Hi Lachlan,
On Jun 22, 2007, at 10:23 PM, Lachlan Hunt wrote:
*Conclusion*
After carefully considering all of these reasons, I have update the
spec to use selectElement() and selectAllElements(), based on the
arguments given above.
http://dev.w3.org/cvsweb/~checkout~/2006/webapi/selectors-api/
Overview.html?content-type=text/html;%20charset=UTF-8
I can live with your suggested names, however, I think cssQuery() /
cssQueryAll() or cssQueryOne() / cssQuery() might be a better
compromise choice.
Arguments against cssQuery:
- Selectors are not just called "Selectors", not "CSS Selectors", and
using "css" in the API may lead people to think selectors are only
for CSS
Arguments for cssQuery:
- Significantly shorter than selectElement()
- Already the name used by some JS implementations of the spec's
functionality
- Authors often informally refer to this kind of feature as a "CSS
query API"
- In practice, the vast majority of the time selectors are used in
conjunction with CSS
Arguments for selectElement:
- Similar to the word "Selector"
Arguments against selectElement:
- Longer than cssQuery
- Very easily confusable with XPath selectSingleNode/selectNodes
which are actively used in web content (enough that we implemented
XPath in WebKit, and we include those methods)
- Very easily confusable with the UI operation of text selection, but
are actually totally unrelated to, say window.selection
For me the bottom line is that while cssQuery may be somewhat
imprecise, it is at the very least not ambiguous or confusable with
very different operations. I think the desire to stop propagating an
already common and relatively harmless misconception is outweighed by
the potential for genuine confusion.
I hope you will consider these arguments, as well as Bjoern's
objection, but I'm happy to leave the decision to you, as long as the
name does not end up outrageously long.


YOUR GOAL: Within the records, tally the lines that contain "name" and reply with that number only.
*** ENTRIES SHOWN Section Begins ***
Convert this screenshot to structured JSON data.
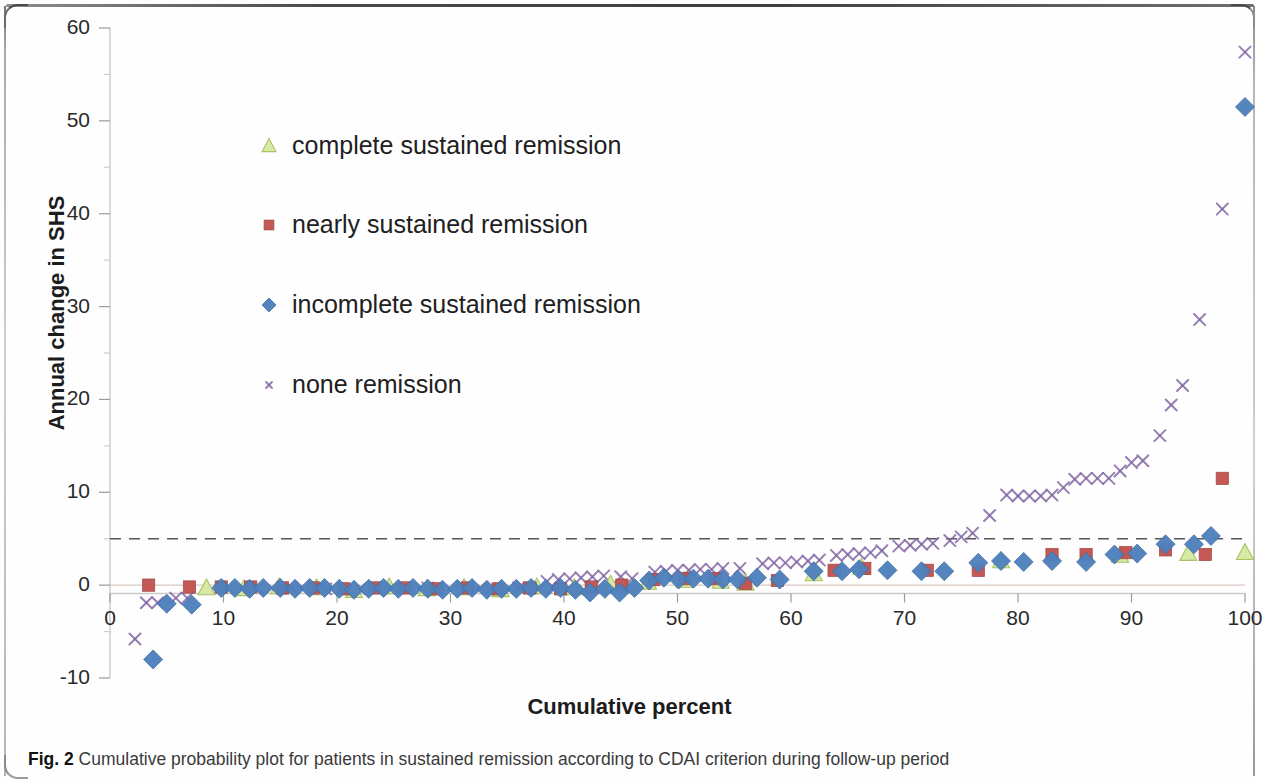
{
  "figure": {
    "caption_prefix": "Fig. 2",
    "caption_text": "Cumulative probability plot for patients in sustained remission according to CDAI criterion during follow-up period"
  },
  "chart_data": {
    "type": "scatter",
    "title": "",
    "xlabel": "Cumulative percent",
    "ylabel": "Annual change in SHS",
    "xlim": [
      0,
      100
    ],
    "ylim": [
      -10,
      60
    ],
    "xticks": [
      0,
      10,
      20,
      30,
      40,
      50,
      60,
      70,
      80,
      90,
      100
    ],
    "yticks": [
      -10,
      0,
      10,
      20,
      30,
      40,
      50,
      60
    ],
    "minor_tick_step": 5,
    "grid": false,
    "legend_position": "upper-left-inside",
    "reference_line": {
      "value": 5,
      "style": "dashed",
      "color": "#555555"
    },
    "colors": {
      "complete_sustained_remission": "#d5e8a0",
      "nearly_sustained_remission": "#c0504d",
      "incomplete_sustained_remission": "#4f81bd",
      "none_remission": "#8064a2"
    },
    "series": [
      {
        "name": "complete sustained remission",
        "marker": "triangle",
        "color": "#d5e8a0",
        "points": [
          [
            8.5,
            -0.3
          ],
          [
            11.8,
            -0.4
          ],
          [
            14.9,
            -0.2
          ],
          [
            18.2,
            -0.3
          ],
          [
            21.5,
            -0.6
          ],
          [
            24.6,
            -0.2
          ],
          [
            27.9,
            -0.4
          ],
          [
            31.2,
            -0.3
          ],
          [
            34.4,
            -0.5
          ],
          [
            37.6,
            -0.2
          ],
          [
            40.9,
            -0.3
          ],
          [
            44.1,
            0.1
          ],
          [
            47.4,
            0.3
          ],
          [
            50.6,
            0.5
          ],
          [
            53.8,
            0.4
          ],
          [
            56.0,
            0.2
          ],
          [
            62.0,
            1.2
          ],
          [
            66.2,
            1.9
          ],
          [
            78.5,
            2.6
          ],
          [
            89.0,
            3.2
          ],
          [
            95.0,
            3.4
          ],
          [
            100.0,
            3.5
          ]
        ]
      },
      {
        "name": "nearly sustained remission",
        "marker": "square",
        "color": "#c0504d",
        "points": [
          [
            3.4,
            0.0
          ],
          [
            7.0,
            -0.2
          ],
          [
            9.8,
            -0.2
          ],
          [
            12.4,
            -0.2
          ],
          [
            15.2,
            -0.3
          ],
          [
            17.9,
            -0.3
          ],
          [
            20.6,
            -0.4
          ],
          [
            23.3,
            -0.3
          ],
          [
            26.0,
            -0.3
          ],
          [
            28.8,
            -0.4
          ],
          [
            31.5,
            -0.3
          ],
          [
            34.2,
            -0.4
          ],
          [
            37.0,
            -0.3
          ],
          [
            39.7,
            -0.4
          ],
          [
            42.4,
            -0.2
          ],
          [
            45.1,
            0.0
          ],
          [
            47.9,
            0.6
          ],
          [
            50.6,
            0.7
          ],
          [
            53.3,
            0.7
          ],
          [
            56.0,
            0.2
          ],
          [
            58.8,
            0.5
          ],
          [
            63.8,
            1.6
          ],
          [
            66.5,
            1.8
          ],
          [
            72.0,
            1.6
          ],
          [
            76.5,
            1.6
          ],
          [
            83.0,
            3.3
          ],
          [
            86.0,
            3.3
          ],
          [
            89.5,
            3.5
          ],
          [
            93.0,
            3.8
          ],
          [
            96.5,
            3.3
          ],
          [
            98.0,
            11.5
          ]
        ]
      },
      {
        "name": "incomplete sustained remission",
        "marker": "diamond",
        "color": "#4f81bd",
        "points": [
          [
            3.8,
            -8.0
          ],
          [
            5.0,
            -2.0
          ],
          [
            7.2,
            -2.1
          ],
          [
            9.8,
            -0.3
          ],
          [
            11.0,
            -0.3
          ],
          [
            12.3,
            -0.4
          ],
          [
            13.5,
            -0.3
          ],
          [
            15.0,
            -0.3
          ],
          [
            16.3,
            -0.4
          ],
          [
            17.6,
            -0.3
          ],
          [
            18.9,
            -0.3
          ],
          [
            20.2,
            -0.4
          ],
          [
            21.5,
            -0.5
          ],
          [
            22.8,
            -0.4
          ],
          [
            24.1,
            -0.3
          ],
          [
            25.4,
            -0.4
          ],
          [
            26.7,
            -0.3
          ],
          [
            28.0,
            -0.4
          ],
          [
            29.3,
            -0.5
          ],
          [
            30.6,
            -0.4
          ],
          [
            31.9,
            -0.3
          ],
          [
            33.2,
            -0.5
          ],
          [
            34.5,
            -0.4
          ],
          [
            35.8,
            -0.4
          ],
          [
            37.1,
            -0.3
          ],
          [
            38.4,
            -0.4
          ],
          [
            39.7,
            -0.3
          ],
          [
            41.0,
            -0.5
          ],
          [
            42.3,
            -0.8
          ],
          [
            43.6,
            -0.4
          ],
          [
            44.9,
            -0.8
          ],
          [
            46.2,
            -0.3
          ],
          [
            47.5,
            0.5
          ],
          [
            48.8,
            0.8
          ],
          [
            50.1,
            0.6
          ],
          [
            51.4,
            0.7
          ],
          [
            52.7,
            0.7
          ],
          [
            54.0,
            0.6
          ],
          [
            55.3,
            0.6
          ],
          [
            57.0,
            0.8
          ],
          [
            59.0,
            0.6
          ],
          [
            62.0,
            1.5
          ],
          [
            64.5,
            1.5
          ],
          [
            66.0,
            1.7
          ],
          [
            68.5,
            1.6
          ],
          [
            71.5,
            1.5
          ],
          [
            73.5,
            1.5
          ],
          [
            76.5,
            2.4
          ],
          [
            78.5,
            2.6
          ],
          [
            80.5,
            2.5
          ],
          [
            83.0,
            2.6
          ],
          [
            86.0,
            2.5
          ],
          [
            88.5,
            3.3
          ],
          [
            90.5,
            3.4
          ],
          [
            93.0,
            4.4
          ],
          [
            95.5,
            4.4
          ],
          [
            97.0,
            5.3
          ],
          [
            100.0,
            51.5
          ]
        ]
      },
      {
        "name": "none remission",
        "marker": "cross",
        "color": "#8064a2",
        "points": [
          [
            2.2,
            -5.8
          ],
          [
            3.2,
            -1.9
          ],
          [
            4.2,
            -1.9
          ],
          [
            5.8,
            -1.4
          ],
          [
            6.8,
            -1.4
          ],
          [
            10.5,
            -0.3
          ],
          [
            13.0,
            -0.3
          ],
          [
            16.0,
            -0.3
          ],
          [
            19.0,
            -0.4
          ],
          [
            22.0,
            -0.4
          ],
          [
            25.0,
            -0.3
          ],
          [
            28.0,
            -0.3
          ],
          [
            31.0,
            -0.4
          ],
          [
            33.5,
            -0.4
          ],
          [
            36.0,
            -0.3
          ],
          [
            38.5,
            0.4
          ],
          [
            39.5,
            0.6
          ],
          [
            40.5,
            0.7
          ],
          [
            41.5,
            0.8
          ],
          [
            42.5,
            0.9
          ],
          [
            43.5,
            1.0
          ],
          [
            45.0,
            0.9
          ],
          [
            46.0,
            0.7
          ],
          [
            48.0,
            1.4
          ],
          [
            49.0,
            1.5
          ],
          [
            50.0,
            1.6
          ],
          [
            51.0,
            1.6
          ],
          [
            52.0,
            1.7
          ],
          [
            53.0,
            1.7
          ],
          [
            54.0,
            1.8
          ],
          [
            55.5,
            1.8
          ],
          [
            57.5,
            2.3
          ],
          [
            58.5,
            2.4
          ],
          [
            59.5,
            2.4
          ],
          [
            60.5,
            2.5
          ],
          [
            61.5,
            2.6
          ],
          [
            62.5,
            2.7
          ],
          [
            64.0,
            3.2
          ],
          [
            65.0,
            3.3
          ],
          [
            66.0,
            3.4
          ],
          [
            67.0,
            3.5
          ],
          [
            68.0,
            3.7
          ],
          [
            69.5,
            4.2
          ],
          [
            70.5,
            4.3
          ],
          [
            71.5,
            4.4
          ],
          [
            72.5,
            4.5
          ],
          [
            74.0,
            4.8
          ],
          [
            75.0,
            5.2
          ],
          [
            76.0,
            5.6
          ],
          [
            77.5,
            7.5
          ],
          [
            79.0,
            9.7
          ],
          [
            80.0,
            9.6
          ],
          [
            81.0,
            9.6
          ],
          [
            82.0,
            9.6
          ],
          [
            83.0,
            9.7
          ],
          [
            84.0,
            10.5
          ],
          [
            85.0,
            11.4
          ],
          [
            86.0,
            11.5
          ],
          [
            87.0,
            11.5
          ],
          [
            88.0,
            11.5
          ],
          [
            89.0,
            12.3
          ],
          [
            90.0,
            13.2
          ],
          [
            91.0,
            13.4
          ],
          [
            92.5,
            16.1
          ],
          [
            93.5,
            19.4
          ],
          [
            94.5,
            21.5
          ],
          [
            96.0,
            28.6
          ],
          [
            98.0,
            40.5
          ],
          [
            100.0,
            57.4
          ]
        ]
      }
    ],
    "legend": [
      {
        "label": "complete sustained remission",
        "marker": "triangle",
        "color": "#d5e8a0"
      },
      {
        "label": "nearly sustained remission",
        "marker": "square",
        "color": "#c0504d"
      },
      {
        "label": "incomplete sustained remission",
        "marker": "diamond",
        "color": "#4f81bd"
      },
      {
        "label": "none remission",
        "marker": "cross",
        "color": "#8064a2"
      }
    ]
  }
}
*** ENTRIES SHOWN Section Ends ***
EXERCISE SOLUTION: 4